Week 6: Lud in the Mist, by Hope Mirrlees (6)

This book is almost like the antithesis of gothic literature while still containing many of the beats there of. It's kind of strange - the time period is ambiguous but obviously antiquated, there is a great social change happening behind the scenes of the otherwise placid Lud-in-the-Mist, the supernatural is for all intents and purposes kicking in the door of the Ludites' 'pious' culture, and there is an extreme emphasis on the splendor of the natural world. However, while these are typical beats indicative of gothic literature, they are played in the exact opposite way. Nature is glorious and golden and even the suspicious darkness of night is portrayed as mischievous and playful; the people of Lud learn to understand and then embrace the supernatural fairy fruit rather than spurn it; and the past is the benefit of the present and future, and not a deadweight preventing progress.

And that's just the framing for allegorical tale within Lud-in-the-Mist. The characters and their reactions within their circumstances are reasonable to even today's standards, and meaning behind their actions are something we can understand on an instinctive level. Even the commentary on complacent, elitist upper-castes and the frivolities of their pedantic luxuries still holds up to this day. What's most interesting to me though was probably not something Hope Mirrlees was aware of while writing her lovely fair story, and that is the historical connection between fae and neurodivergency. 

To say we have a more thorough understanding of mental health today compared even fifty, sixty years ago is like saying the sun is kind of hot. But it's not like those kinds of ailments didn't exist in people until some psychologist decided to write it down - people just called them different things. 'Curses of the bloodline' like what Nathaniel suspects is the Chanticleer sensitivity to things like the Note are more equivalent to genetic predispositions to things like OCD, Anxiety, schizophrenia, Drepression, etc., etc. Personally, I think that Ranulph's behavior early in the book, when he crashes his father's dinner party before confiding in his father how he at times feels the need to get away from existence itself, makes Ranulph coded on the Autism spectrum. And since Mirrless's intention was likely more in line of referencing the changeling mythos, in which the faeries switch out 'sweet children' for 'unmanageable abominations', that only really affirms my belief.

A great modern media that actually centers around this idea is Hellblade: Senua's Sacrifice, the story of a disturbed Pictish woman traveling to the Norse underworld to avenge her lover, who was killed by Viking raiders. In actuality, the game developers revealed that all the supernatural horror Senua endures is a product of the mental illness she inherited from her mother, slotted into practices with the cultures of the time. The behind the scenes interview is definitely worth a watch.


## Aim of the task
Repeat the lines below exactly as they appear, but leave out the images.

## Data shown

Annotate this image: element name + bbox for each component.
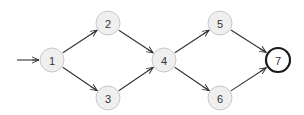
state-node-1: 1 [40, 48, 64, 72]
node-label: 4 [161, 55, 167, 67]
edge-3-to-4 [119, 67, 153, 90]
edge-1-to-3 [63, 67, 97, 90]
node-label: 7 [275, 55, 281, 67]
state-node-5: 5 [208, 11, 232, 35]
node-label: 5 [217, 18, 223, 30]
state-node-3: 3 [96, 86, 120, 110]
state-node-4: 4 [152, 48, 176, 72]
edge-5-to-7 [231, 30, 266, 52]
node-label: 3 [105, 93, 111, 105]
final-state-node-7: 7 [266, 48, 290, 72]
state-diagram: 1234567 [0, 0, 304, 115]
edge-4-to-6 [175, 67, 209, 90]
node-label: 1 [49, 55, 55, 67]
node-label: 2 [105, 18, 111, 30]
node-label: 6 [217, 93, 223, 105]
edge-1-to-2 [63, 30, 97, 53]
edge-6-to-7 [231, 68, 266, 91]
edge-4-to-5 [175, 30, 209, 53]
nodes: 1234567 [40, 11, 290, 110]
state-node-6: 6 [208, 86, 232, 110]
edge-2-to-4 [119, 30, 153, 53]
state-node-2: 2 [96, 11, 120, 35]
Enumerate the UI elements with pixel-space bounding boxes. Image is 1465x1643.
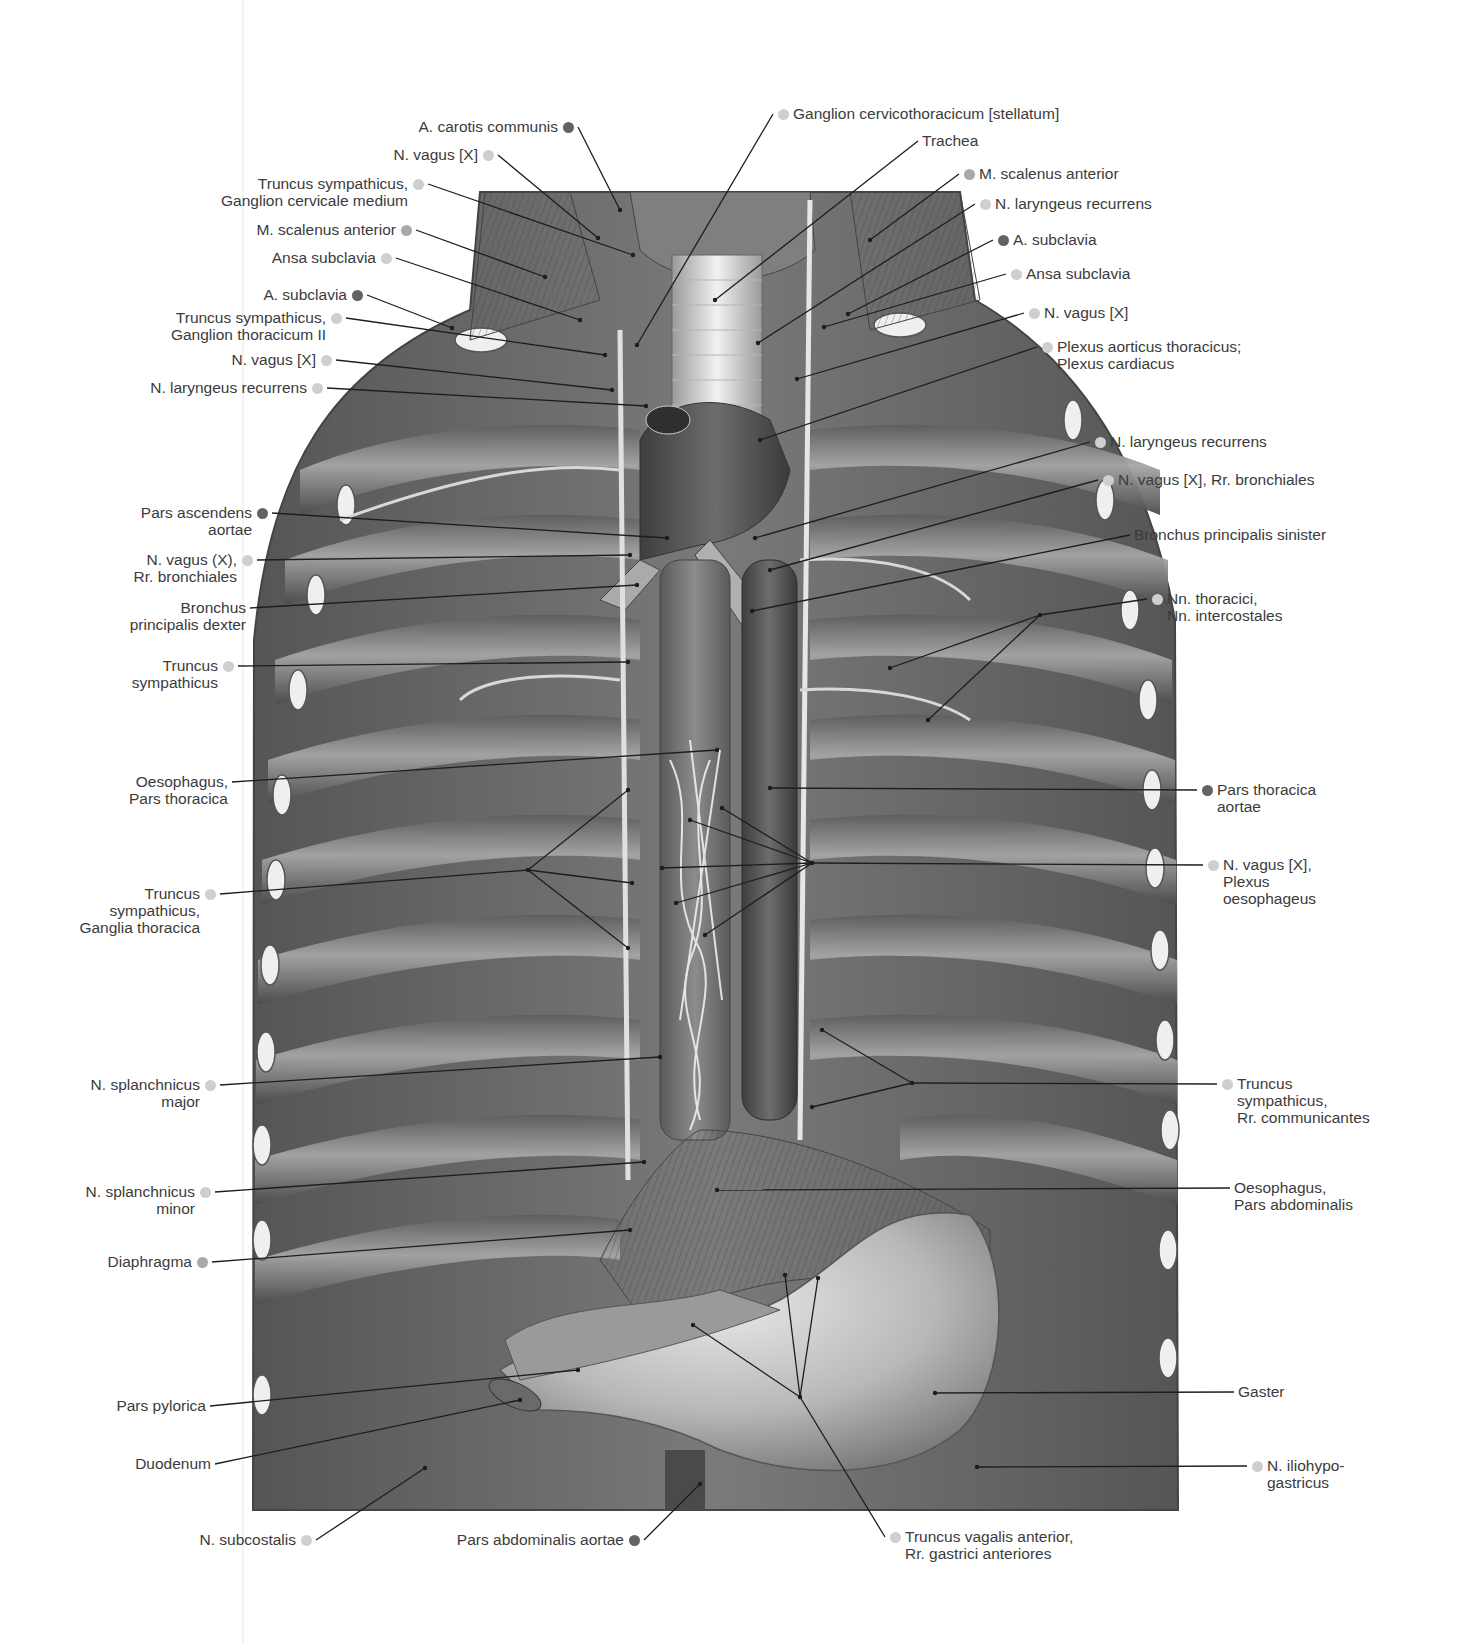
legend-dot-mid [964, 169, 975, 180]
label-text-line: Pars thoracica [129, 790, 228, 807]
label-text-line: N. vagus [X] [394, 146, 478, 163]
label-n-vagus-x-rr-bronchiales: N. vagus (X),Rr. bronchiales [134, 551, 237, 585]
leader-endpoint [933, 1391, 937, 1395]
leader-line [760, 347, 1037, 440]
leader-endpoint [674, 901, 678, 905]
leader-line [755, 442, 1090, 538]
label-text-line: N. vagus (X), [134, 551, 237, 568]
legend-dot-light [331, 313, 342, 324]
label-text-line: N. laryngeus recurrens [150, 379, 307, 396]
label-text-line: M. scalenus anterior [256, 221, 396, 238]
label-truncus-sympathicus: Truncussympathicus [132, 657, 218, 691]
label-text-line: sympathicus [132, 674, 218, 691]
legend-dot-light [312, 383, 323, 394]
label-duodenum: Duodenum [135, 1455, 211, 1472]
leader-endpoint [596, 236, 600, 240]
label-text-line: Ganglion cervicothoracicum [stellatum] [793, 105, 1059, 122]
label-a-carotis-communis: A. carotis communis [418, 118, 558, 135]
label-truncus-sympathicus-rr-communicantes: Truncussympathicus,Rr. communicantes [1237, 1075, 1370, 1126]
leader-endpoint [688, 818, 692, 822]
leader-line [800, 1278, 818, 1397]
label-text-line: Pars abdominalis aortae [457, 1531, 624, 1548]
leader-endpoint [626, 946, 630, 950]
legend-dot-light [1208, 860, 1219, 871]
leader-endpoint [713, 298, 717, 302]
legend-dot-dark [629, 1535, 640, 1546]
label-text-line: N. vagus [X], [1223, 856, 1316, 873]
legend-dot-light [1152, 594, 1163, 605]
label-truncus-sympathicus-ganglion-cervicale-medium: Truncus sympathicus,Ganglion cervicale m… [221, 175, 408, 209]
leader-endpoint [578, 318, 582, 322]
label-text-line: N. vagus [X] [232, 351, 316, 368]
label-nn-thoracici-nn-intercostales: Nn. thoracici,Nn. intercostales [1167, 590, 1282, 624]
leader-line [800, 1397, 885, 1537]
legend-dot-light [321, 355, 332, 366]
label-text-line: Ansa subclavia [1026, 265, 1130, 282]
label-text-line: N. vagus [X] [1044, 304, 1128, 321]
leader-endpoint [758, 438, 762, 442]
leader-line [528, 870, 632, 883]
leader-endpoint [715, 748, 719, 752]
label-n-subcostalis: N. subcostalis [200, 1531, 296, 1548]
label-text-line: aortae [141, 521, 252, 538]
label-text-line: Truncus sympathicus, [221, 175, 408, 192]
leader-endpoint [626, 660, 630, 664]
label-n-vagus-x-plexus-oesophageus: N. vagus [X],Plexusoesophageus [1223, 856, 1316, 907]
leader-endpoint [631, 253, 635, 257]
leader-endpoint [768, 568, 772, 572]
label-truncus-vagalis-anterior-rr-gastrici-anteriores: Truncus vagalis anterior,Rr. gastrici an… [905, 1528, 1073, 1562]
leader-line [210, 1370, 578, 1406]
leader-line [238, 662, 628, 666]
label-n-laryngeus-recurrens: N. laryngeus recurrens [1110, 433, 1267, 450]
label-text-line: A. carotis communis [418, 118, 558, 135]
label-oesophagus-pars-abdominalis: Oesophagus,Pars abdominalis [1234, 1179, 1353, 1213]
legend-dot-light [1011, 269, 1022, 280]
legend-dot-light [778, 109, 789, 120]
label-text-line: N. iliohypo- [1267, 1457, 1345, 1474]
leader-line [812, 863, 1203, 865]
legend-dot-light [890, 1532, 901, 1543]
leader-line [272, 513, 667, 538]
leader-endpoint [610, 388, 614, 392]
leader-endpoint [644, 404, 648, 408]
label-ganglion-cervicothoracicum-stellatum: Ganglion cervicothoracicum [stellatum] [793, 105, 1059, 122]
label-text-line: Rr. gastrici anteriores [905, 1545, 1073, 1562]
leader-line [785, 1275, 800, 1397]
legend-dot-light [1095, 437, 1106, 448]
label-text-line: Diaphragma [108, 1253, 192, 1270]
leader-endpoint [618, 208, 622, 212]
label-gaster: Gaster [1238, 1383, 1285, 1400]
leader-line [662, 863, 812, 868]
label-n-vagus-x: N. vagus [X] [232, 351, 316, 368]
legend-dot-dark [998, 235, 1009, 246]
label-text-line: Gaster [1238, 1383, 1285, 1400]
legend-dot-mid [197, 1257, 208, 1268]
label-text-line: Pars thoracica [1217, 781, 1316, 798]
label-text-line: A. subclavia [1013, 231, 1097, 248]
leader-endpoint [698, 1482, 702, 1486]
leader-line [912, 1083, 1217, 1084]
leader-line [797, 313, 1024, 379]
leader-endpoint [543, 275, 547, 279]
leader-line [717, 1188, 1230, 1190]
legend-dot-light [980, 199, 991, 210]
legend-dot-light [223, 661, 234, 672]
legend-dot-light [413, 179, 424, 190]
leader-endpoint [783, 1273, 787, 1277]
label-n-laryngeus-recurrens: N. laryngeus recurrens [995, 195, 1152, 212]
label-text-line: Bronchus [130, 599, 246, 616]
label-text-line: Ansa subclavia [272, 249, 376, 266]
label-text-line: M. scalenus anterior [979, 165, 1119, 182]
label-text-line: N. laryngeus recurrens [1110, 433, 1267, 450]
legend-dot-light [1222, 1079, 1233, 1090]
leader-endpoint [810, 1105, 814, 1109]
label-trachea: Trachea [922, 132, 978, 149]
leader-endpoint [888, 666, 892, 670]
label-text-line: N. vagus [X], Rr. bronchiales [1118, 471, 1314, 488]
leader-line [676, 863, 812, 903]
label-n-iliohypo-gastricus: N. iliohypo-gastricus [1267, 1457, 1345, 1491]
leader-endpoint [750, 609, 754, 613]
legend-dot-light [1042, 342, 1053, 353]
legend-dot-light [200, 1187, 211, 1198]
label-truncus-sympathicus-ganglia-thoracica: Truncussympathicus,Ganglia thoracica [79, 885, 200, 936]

## Exercise answer
Annotate this image: element name + bbox for each component.
state-node-1: 1 [40, 48, 64, 72]
node-label: 4 [161, 55, 167, 67]
edge-3-to-4 [119, 67, 153, 90]
edge-1-to-3 [63, 67, 97, 90]
node-label: 7 [275, 55, 281, 67]
state-node-5: 5 [208, 11, 232, 35]
node-label: 5 [217, 18, 223, 30]
state-node-3: 3 [96, 86, 120, 110]
state-node-4: 4 [152, 48, 176, 72]
edge-5-to-7 [231, 30, 266, 52]
node-label: 3 [105, 93, 111, 105]
final-state-node-7: 7 [266, 48, 290, 72]
state-diagram: 1234567 [0, 0, 304, 115]
edge-4-to-6 [175, 67, 209, 90]
node-label: 1 [49, 55, 55, 67]
node-label: 2 [105, 18, 111, 30]
node-label: 6 [217, 93, 223, 105]
edge-1-to-2 [63, 30, 97, 53]
edge-6-to-7 [231, 68, 266, 91]
edge-4-to-5 [175, 30, 209, 53]
nodes: 1234567 [40, 11, 290, 110]
state-node-6: 6 [208, 86, 232, 110]
edge-2-to-4 [119, 30, 153, 53]
state-node-2: 2 [96, 11, 120, 35]
Enumerate the UI elements with pixel-space bounding boxes. Image is 1465x1643.
legend-dot-mid [964, 169, 975, 180]
label-text-line: Pars thoracica [129, 790, 228, 807]
label-text-line: N. vagus [X] [394, 146, 478, 163]
label-n-vagus-x-rr-bronchiales: N. vagus (X),Rr. bronchiales [134, 551, 237, 585]
leader-endpoint [933, 1391, 937, 1395]
leader-line [760, 347, 1037, 440]
leader-endpoint [674, 901, 678, 905]
leader-line [755, 442, 1090, 538]
label-text-line: N. vagus (X), [134, 551, 237, 568]
legend-dot-light [331, 313, 342, 324]
label-text-line: N. laryngeus recurrens [150, 379, 307, 396]
label-text-line: M. scalenus anterior [256, 221, 396, 238]
label-truncus-sympathicus: Truncussympathicus [132, 657, 218, 691]
label-text-line: sympathicus [132, 674, 218, 691]
legend-dot-light [312, 383, 323, 394]
label-duodenum: Duodenum [135, 1455, 211, 1472]
leader-endpoint [596, 236, 600, 240]
label-text-line: Ganglion cervicothoracicum [stellatum] [793, 105, 1059, 122]
label-a-carotis-communis: A. carotis communis [418, 118, 558, 135]
label-truncus-sympathicus-rr-communicantes: Truncussympathicus,Rr. communicantes [1237, 1075, 1370, 1126]
leader-endpoint [688, 818, 692, 822]
leader-line [800, 1278, 818, 1397]
label-text-line: Pars abdominalis aortae [457, 1531, 624, 1548]
leader-endpoint [626, 946, 630, 950]
legend-dot-light [1208, 860, 1219, 871]
leader-endpoint [713, 298, 717, 302]
legend-dot-dark [629, 1535, 640, 1546]
label-text-line: N. vagus [X], [1223, 856, 1316, 873]
legend-dot-light [1152, 594, 1163, 605]
label-truncus-sympathicus-ganglion-cervicale-medium: Truncus sympathicus,Ganglion cervicale m… [221, 175, 408, 209]
leader-endpoint [578, 318, 582, 322]
label-text-line: N. vagus [X] [232, 351, 316, 368]
label-nn-thoracici-nn-intercostales: Nn. thoracici,Nn. intercostales [1167, 590, 1282, 624]
leader-line [800, 1397, 885, 1537]
legend-dot-light [321, 355, 332, 366]
label-text-line: Ansa subclavia [1026, 265, 1130, 282]
label-text-line: N. vagus [X] [1044, 304, 1128, 321]
leader-endpoint [758, 438, 762, 442]
leader-line [528, 870, 632, 883]
leader-endpoint [715, 748, 719, 752]
label-n-subcostalis: N. subcostalis [200, 1531, 296, 1548]
label-text-line: aortae [141, 521, 252, 538]
label-text-line: Truncus sympathicus, [221, 175, 408, 192]
leader-endpoint [626, 660, 630, 664]
label-n-vagus-x-plexus-oesophageus: N. vagus [X],Plexusoesophageus [1223, 856, 1316, 907]
leader-endpoint [631, 253, 635, 257]
leader-endpoint [768, 568, 772, 572]
label-truncus-vagalis-anterior-rr-gastrici-anteriores: Truncus vagalis anterior,Rr. gastrici an… [905, 1528, 1073, 1562]
leader-line [210, 1370, 578, 1406]
leader-line [238, 662, 628, 666]
label-n-laryngeus-recurrens: N. laryngeus recurrens [1110, 433, 1267, 450]
label-text-line: A. carotis communis [418, 118, 558, 135]
label-oesophagus-pars-abdominalis: Oesophagus,Pars abdominalis [1234, 1179, 1353, 1213]
legend-dot-light [1011, 269, 1022, 280]
legend-dot-light [778, 109, 789, 120]
label-text-line: N. iliohypo- [1267, 1457, 1345, 1474]
leader-line [812, 863, 1203, 865]
legend-dot-light [890, 1532, 901, 1543]
leader-line [272, 513, 667, 538]
leader-endpoint [610, 388, 614, 392]
leader-endpoint [644, 404, 648, 408]
label-ganglion-cervicothoracicum-stellatum: Ganglion cervicothoracicum [stellatum] [793, 105, 1059, 122]
label-text-line: Rr. gastrici anteriores [905, 1545, 1073, 1562]
leader-line [785, 1275, 800, 1397]
legend-dot-light [1095, 437, 1106, 448]
label-text-line: Diaphragma [108, 1253, 192, 1270]
leader-endpoint [618, 208, 622, 212]
label-gaster: Gaster [1238, 1383, 1285, 1400]
leader-line [662, 863, 812, 868]
label-n-vagus-x: N. vagus [X] [232, 351, 316, 368]
legend-dot-dark [998, 235, 1009, 246]
label-text-line: Gaster [1238, 1383, 1285, 1400]
legend-dot-mid [197, 1257, 208, 1268]
label-text-line: Pars thoracica [1217, 781, 1316, 798]
label-text-line: A. subclavia [1013, 231, 1097, 248]
leader-endpoint [698, 1482, 702, 1486]
leader-line [912, 1083, 1217, 1084]
leader-line [797, 313, 1024, 379]
leader-endpoint [543, 275, 547, 279]
leader-line [717, 1188, 1230, 1190]
legend-dot-light [980, 199, 991, 210]
legend-dot-light [223, 661, 234, 672]
legend-dot-light [413, 179, 424, 190]
leader-endpoint [783, 1273, 787, 1277]
label-n-laryngeus-recurrens: N. laryngeus recurrens [995, 195, 1152, 212]
label-text-line: Bronchus [130, 599, 246, 616]
label-text-line: Ansa subclavia [272, 249, 376, 266]
label-text-line: M. scalenus anterior [979, 165, 1119, 182]
label-text-line: N. laryngeus recurrens [1110, 433, 1267, 450]
legend-dot-light [1222, 1079, 1233, 1090]
leader-endpoint [810, 1105, 814, 1109]
label-trachea: Trachea [922, 132, 978, 149]
leader-endpoint [888, 666, 892, 670]
label-text-line: N. vagus [X], Rr. bronchiales [1118, 471, 1314, 488]
leader-line [676, 863, 812, 903]
label-n-iliohypo-gastricus: N. iliohypo-gastricus [1267, 1457, 1345, 1491]
leader-endpoint [750, 609, 754, 613]
legend-dot-light [1042, 342, 1053, 353]
legend-dot-light [200, 1187, 211, 1198]
label-truncus-sympathicus-ganglia-thoracica: Truncussympathicus,Ganglia thoracica [79, 885, 200, 936]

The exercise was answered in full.